The Potential of Total Functional Programming

A total functional programming language is a language where programs are guaranteed to terminate in a finite amount of time; that is, they will neither crash, nor run into infinite loops.

To make a total functional programming language is actually not that complex—the key to totality is what to omit rather than what to include.

The last point might sound like heresy—isn’t recursion foundational to functional programming? While it’s possible to allow limited forms of recursion, with general recursion it’s trivial to write non-terminating programs (just write a function that calls itself), so it ruins our termination guarantee. While this might sound awfully limiting , remember that we can still have foundational functions like reduce in our language—we just can’t define them inside the program itself.

What’s the point?

We have a programming language that, if it type checks, is guaranteed to terminate. Of course, there’s also the added bonus of knowing that your programs will never crash, but this is just the beginning:

Further reading


  1. See eg https://wiki.haskell.org/index.php?title=Introduction_to_IO 

  2. Note that this also prevents use of the fix-point combinator, aka the y-combinator, as these functions won’t type check! See eg https://stanford-cs242.github.io/f18/lectures/03-1-recursion.html 

  3. As with any API, there can still be ways for a malicious actor to damage the system, exfiltrate data or do other bad things. However, you could avoid this by signing all code that is to be executed by clients.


▶ **What needs to be done**
What you produce should be the lines from the line containing "Image is 637x353 pixels." through the last line below, both ends included, reproduced exactly and without pictures.

━━━━━ Extracted records

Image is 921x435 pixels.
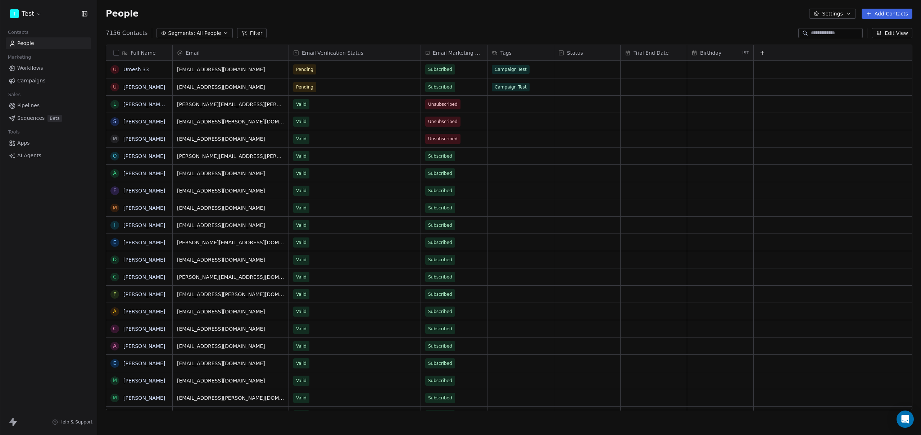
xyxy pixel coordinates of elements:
[113,342,117,350] div: a
[296,395,307,402] span: Valid
[492,83,530,91] span: Campaign Test
[177,343,284,350] span: [EMAIL_ADDRESS][DOMAIN_NAME]
[123,257,165,263] a: [PERSON_NAME]
[6,137,91,149] a: Apps
[113,290,116,298] div: F
[428,239,452,246] span: Subscribed
[6,150,91,162] a: AI Agents
[177,187,284,194] span: [EMAIL_ADDRESS][DOMAIN_NAME]
[123,136,165,142] a: [PERSON_NAME]
[17,152,41,159] span: AI Agents
[5,52,34,63] span: Marketing
[123,343,165,349] a: [PERSON_NAME]
[113,152,117,160] div: O
[113,394,117,402] div: m
[296,274,307,281] span: Valid
[177,256,284,263] span: [EMAIL_ADDRESS][DOMAIN_NAME]
[296,325,307,333] span: Valid
[113,66,117,73] div: U
[17,77,45,85] span: Campaigns
[106,8,139,19] span: People
[897,411,914,428] div: Open Intercom Messenger
[17,102,40,109] span: Pipelines
[428,343,452,350] span: Subscribed
[428,84,452,91] span: Subscribed
[688,45,754,60] div: BirthdayIST
[9,8,43,20] button: TTest
[421,45,487,60] div: Email Marketing Consent
[237,28,267,38] button: Filter
[17,64,43,72] span: Workflows
[17,40,34,47] span: People
[428,256,452,263] span: Subscribed
[123,378,165,384] a: [PERSON_NAME]
[296,291,307,298] span: Valid
[428,291,452,298] span: Subscribed
[428,360,452,367] span: Subscribed
[501,49,512,57] span: Tags
[123,309,165,315] a: [PERSON_NAME]
[296,377,307,384] span: Valid
[177,274,284,281] span: [PERSON_NAME][EMAIL_ADDRESS][DOMAIN_NAME]
[302,49,364,57] span: Email Verification Status
[6,100,91,112] a: Pipelines
[113,239,117,246] div: E
[123,188,165,194] a: [PERSON_NAME]
[113,325,117,333] div: c
[123,171,165,176] a: [PERSON_NAME]
[296,204,307,212] span: Valid
[177,153,284,160] span: [PERSON_NAME][EMAIL_ADDRESS][PERSON_NAME][DOMAIN_NAME]
[634,49,669,57] span: Trial End Date
[296,84,314,91] span: Pending
[113,273,117,281] div: C
[177,360,284,367] span: [EMAIL_ADDRESS][DOMAIN_NAME]
[296,66,314,73] span: Pending
[6,112,91,124] a: SequencesBeta
[173,61,913,411] div: grid
[700,49,722,57] span: Birthday
[862,9,913,19] button: Add Contacts
[106,29,148,37] span: 7156 Contacts
[177,135,284,143] span: [EMAIL_ADDRESS][DOMAIN_NAME]
[113,204,117,212] div: M
[872,28,913,38] button: Edit View
[197,30,221,37] span: All People
[492,65,530,74] span: Campaign Test
[296,118,307,125] span: Valid
[296,239,307,246] span: Valid
[131,49,156,57] span: Full Name
[123,205,165,211] a: [PERSON_NAME]
[123,292,165,297] a: [PERSON_NAME]
[123,240,165,245] a: [PERSON_NAME]
[113,118,117,125] div: S
[177,170,284,177] span: [EMAIL_ADDRESS][DOMAIN_NAME]
[177,101,284,108] span: [PERSON_NAME][EMAIL_ADDRESS][PERSON_NAME][DOMAIN_NAME]
[113,170,117,177] div: A
[113,256,117,263] div: D
[428,308,452,315] span: Subscribed
[106,61,173,411] div: grid
[621,45,687,60] div: Trial End Date
[123,274,165,280] a: [PERSON_NAME]
[113,308,117,315] div: A
[123,119,165,125] a: [PERSON_NAME]
[5,89,24,100] span: Sales
[743,50,749,56] span: IST
[296,153,307,160] span: Valid
[428,153,452,160] span: Subscribed
[17,139,30,147] span: Apps
[428,274,452,281] span: Subscribed
[428,170,452,177] span: Subscribed
[173,45,289,60] div: Email
[296,170,307,177] span: Valid
[48,115,62,122] span: Beta
[123,395,165,401] a: [PERSON_NAME]
[296,308,307,315] span: Valid
[488,45,554,60] div: Tags
[428,135,458,143] span: Unsubscribed
[123,67,149,72] a: Umesh 33
[428,377,452,384] span: Subscribed
[6,75,91,87] a: Campaigns
[113,187,116,194] div: F
[123,361,165,366] a: [PERSON_NAME]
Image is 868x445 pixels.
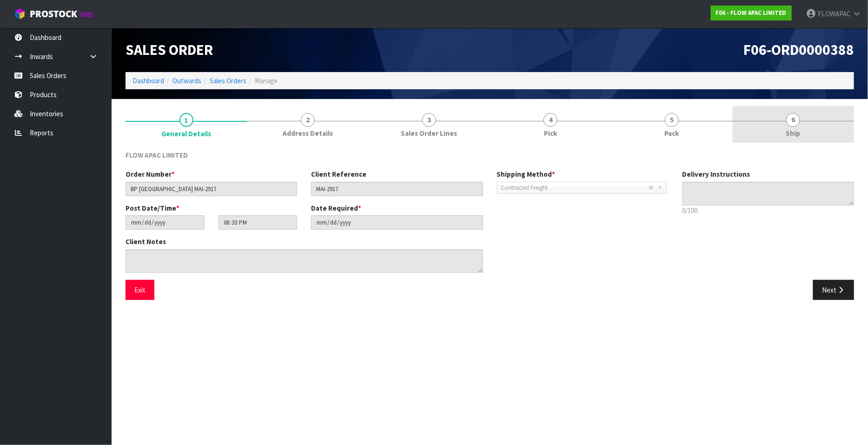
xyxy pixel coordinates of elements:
[126,143,854,307] span: General Details
[683,206,854,216] p: 0/100
[744,41,854,59] span: F06-ORD0000388
[255,76,278,85] span: Manage
[209,76,247,85] a: Sales Orders
[311,169,367,179] label: Client Reference
[311,203,361,213] label: Date Required
[126,280,155,300] button: Exit
[683,169,751,179] label: Delivery Instructions
[544,129,557,138] span: Pick
[665,113,679,127] span: 5
[813,280,854,300] button: Next
[786,113,800,127] span: 6
[133,76,164,85] a: Dashboard
[79,10,94,19] small: WMS
[126,41,213,59] span: Sales Order
[422,113,436,127] span: 3
[126,182,297,196] input: Order Number
[544,113,558,127] span: 4
[497,169,556,179] label: Shipping Method
[126,203,180,213] label: Post Date/Time
[786,129,801,138] span: Ship
[173,76,202,85] a: Outwards
[401,129,457,138] span: Sales Order Lines
[126,236,166,247] label: Client Notes
[301,113,315,127] span: 2
[126,169,175,179] label: Order Number
[818,10,851,18] span: FLOWAPAC
[14,8,25,19] img: cube-alt.png
[30,8,77,20] span: ProStock
[665,129,679,138] span: Pack
[311,182,483,196] input: Client Reference
[180,113,194,127] span: 1
[282,129,333,138] span: Address Details
[501,183,649,194] span: Contracted Freight
[126,150,188,160] span: FLOW APAC LIMITED
[162,129,211,138] span: General Details
[716,9,787,17] strong: F06 - FLOW APAC LIMITED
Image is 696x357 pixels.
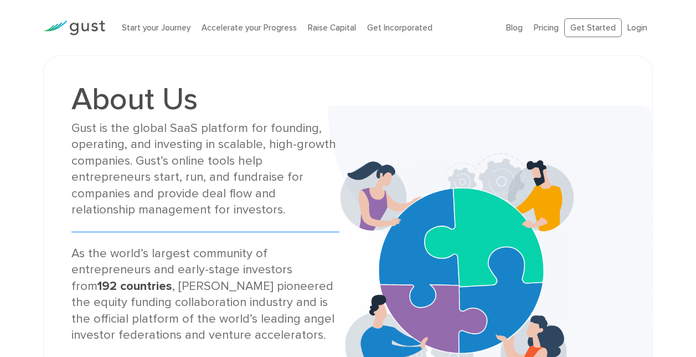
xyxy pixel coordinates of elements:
a: Login [627,23,647,33]
a: Get Incorporated [367,23,432,33]
a: Pricing [534,23,559,33]
img: Gust Logo [43,20,105,35]
a: Blog [506,23,523,33]
a: Raise Capital [308,23,356,33]
a: Start your Journey [122,23,190,33]
a: Get Started [564,18,622,38]
h1: About Us [71,84,340,115]
div: Gust is the global SaaS platform for founding, operating, and investing in scalable, high-growth ... [71,120,340,218]
strong: 192 countries [97,279,172,293]
a: Accelerate your Progress [202,23,297,33]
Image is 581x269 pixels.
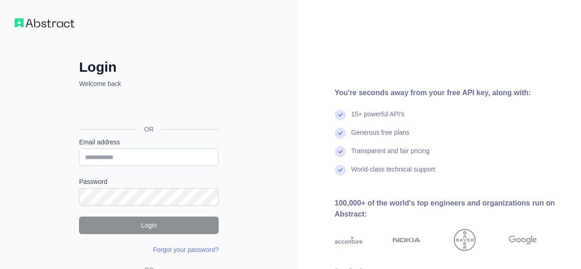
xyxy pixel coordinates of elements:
[335,198,567,220] div: 100,000+ of the world's top engineers and organizations run on Abstract:
[137,125,161,134] span: OR
[74,98,222,119] iframe: Sign in with Google Button
[352,128,410,146] div: Generous free plans
[335,165,346,176] img: check mark
[79,137,219,147] label: Email address
[335,109,346,120] img: check mark
[79,216,219,234] button: Login
[79,59,219,75] h2: Login
[352,109,405,128] div: 15+ powerful API's
[335,146,346,157] img: check mark
[79,177,219,186] label: Password
[352,146,430,165] div: Transparent and fair pricing
[393,229,421,251] img: nokia
[15,18,74,28] img: Workflow
[509,229,537,251] img: google
[153,246,219,253] a: Forgot your password?
[335,128,346,139] img: check mark
[335,229,363,251] img: accenture
[335,87,567,98] div: You're seconds away from your free API key, along with:
[454,229,476,251] img: bayer
[79,79,219,88] p: Welcome back
[352,165,436,183] div: World-class technical support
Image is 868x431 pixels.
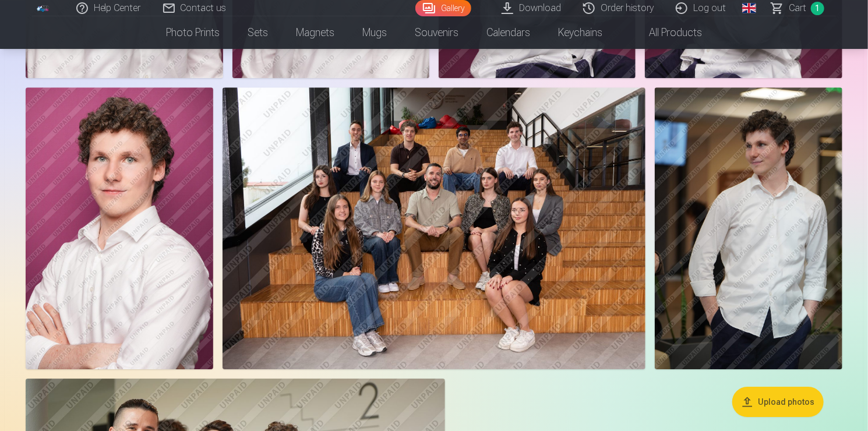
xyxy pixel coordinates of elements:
[401,16,472,49] a: Souvenirs
[811,2,824,15] span: 1
[282,16,349,49] a: Magnets
[788,1,806,15] span: Сart
[732,387,824,417] button: Upload photos
[616,16,716,49] a: All products
[152,16,233,49] a: Photo prints
[349,16,401,49] a: Mugs
[472,16,544,49] a: Calendars
[544,16,616,49] a: Keychains
[36,5,50,12] img: /fa1
[233,16,282,49] a: Sets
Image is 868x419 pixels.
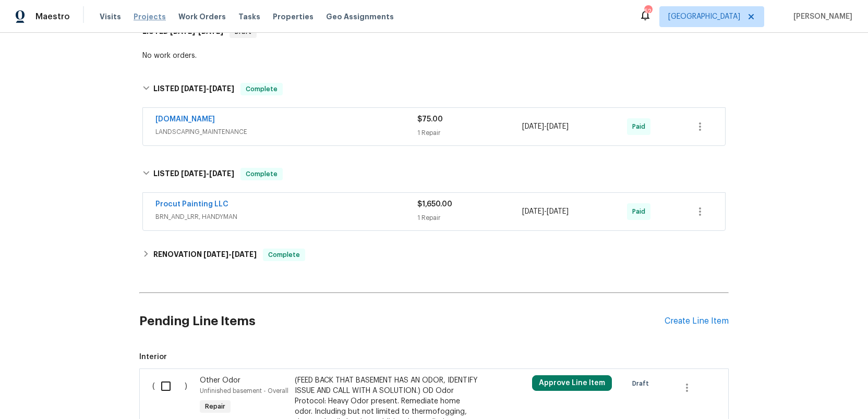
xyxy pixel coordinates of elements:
span: Repair [201,401,230,411]
h6: LISTED [153,83,234,96]
span: $1,650.00 [417,201,452,208]
span: [DATE] [209,170,234,177]
span: [DATE] [209,85,234,93]
span: Paid [632,206,650,217]
span: [DATE] [232,251,257,258]
div: RENOVATION [DATE]-[DATE]Complete [140,243,728,268]
span: Draft [632,378,653,389]
span: [DATE] [546,123,568,130]
span: Maestro [36,11,70,22]
span: Unfinished basement - Overall [200,388,288,394]
span: [PERSON_NAME] [789,11,852,22]
span: Projects [133,11,166,22]
div: 1 Repair [417,213,522,223]
button: Approve Line Item [532,375,612,391]
span: Complete [242,169,282,179]
span: Other Odor [200,377,240,384]
span: [DATE] [203,251,228,258]
span: - [522,206,568,217]
a: [DOMAIN_NAME] [155,116,215,123]
span: [DATE] [522,123,544,130]
span: Paid [632,121,650,132]
div: 1 Repair [417,128,522,138]
span: LANDSCAPING_MAINTENANCE [155,127,417,137]
span: Complete [242,84,282,94]
span: Complete [264,250,304,260]
span: Interior [140,352,728,362]
span: [GEOGRAPHIC_DATA] [668,11,740,22]
span: [DATE] [522,208,544,215]
h6: RENOVATION [153,249,257,261]
span: $75.00 [417,116,443,123]
span: Tasks [238,13,260,21]
h2: Pending Line Items [140,297,665,346]
span: [DATE] [181,85,206,93]
div: LISTED [DATE]-[DATE]Complete [140,73,728,106]
span: BRN_AND_LRR, HANDYMAN [155,211,417,222]
div: Create Line Item [665,316,728,326]
span: Work Orders [178,11,226,22]
a: Procut Painting LLC [155,201,228,208]
div: 52 [644,6,651,17]
span: - [203,251,257,258]
span: - [522,121,568,132]
span: - [181,170,234,177]
span: Geo Assignments [326,11,394,22]
span: [DATE] [546,208,568,215]
h6: LISTED [153,168,234,180]
span: - [181,85,234,93]
span: Properties [273,11,314,22]
div: LISTED [DATE]-[DATE]Complete [140,158,728,191]
span: [DATE] [181,170,206,177]
span: Visits [100,11,121,22]
div: No work orders. [143,51,725,61]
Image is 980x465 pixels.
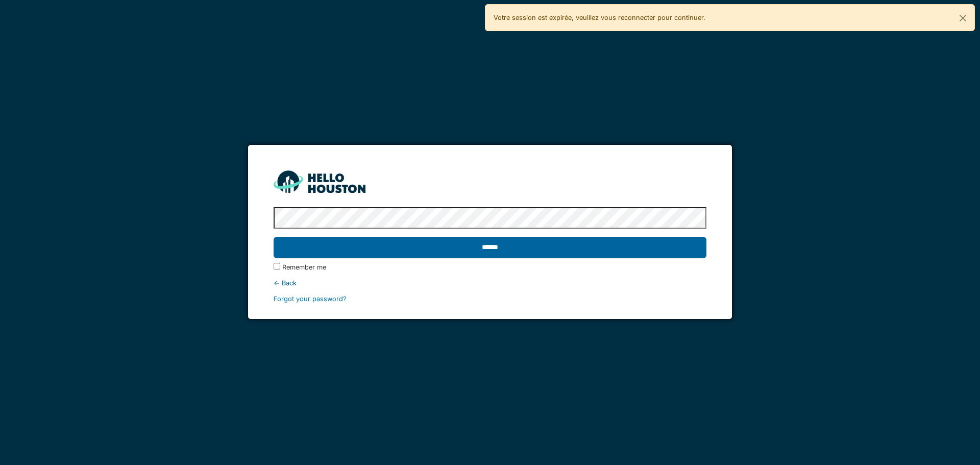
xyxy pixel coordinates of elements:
a: Forgot your password? [274,295,347,303]
img: HH_line-BYnF2_Hg.png [274,171,366,193]
div: Votre session est expirée, veuillez vous reconnecter pour continuer. [485,4,975,31]
div: ← Back [274,278,706,288]
button: Close [952,5,975,31]
label: Remember me [282,262,326,272]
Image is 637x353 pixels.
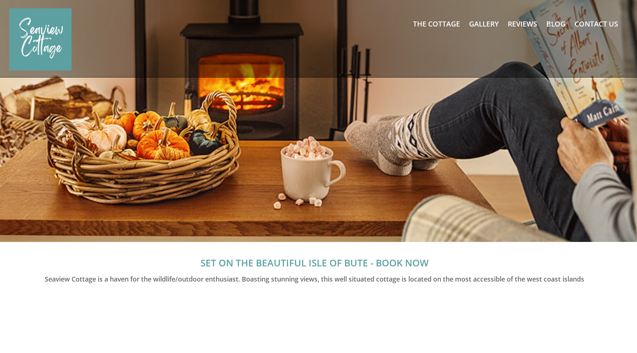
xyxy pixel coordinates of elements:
[413,19,460,29] a: The Cottage
[13,274,615,284] h2: Seaview Cottage is a haven for the wildlife/outdoor enthusiast. Boasting stunning views, this wel...
[9,8,71,70] img: Seaview Cottage
[13,256,615,269] h1: SET ON THE BEAUTIFUL ISLE OF BUTE - BOOK NOW
[546,19,565,29] a: Blog
[469,19,498,29] a: Gallery
[507,19,537,29] a: Reviews
[574,19,618,29] a: Contact Us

━━━━━━━━━━

▶ **Answer to the problem**
Image is 637x353 pixels.
xyxy pixel coordinates of elements:
[413,19,460,29] a: The Cottage
[13,274,615,284] h2: Seaview Cottage is a haven for the wildlife/outdoor enthusiast. Boasting stunning views, this wel...
[9,8,71,70] img: Seaview Cottage
[13,256,615,269] h1: SET ON THE BEAUTIFUL ISLE OF BUTE - BOOK NOW
[546,19,565,29] a: Blog
[469,19,498,29] a: Gallery
[507,19,537,29] a: Reviews
[574,19,618,29] a: Contact Us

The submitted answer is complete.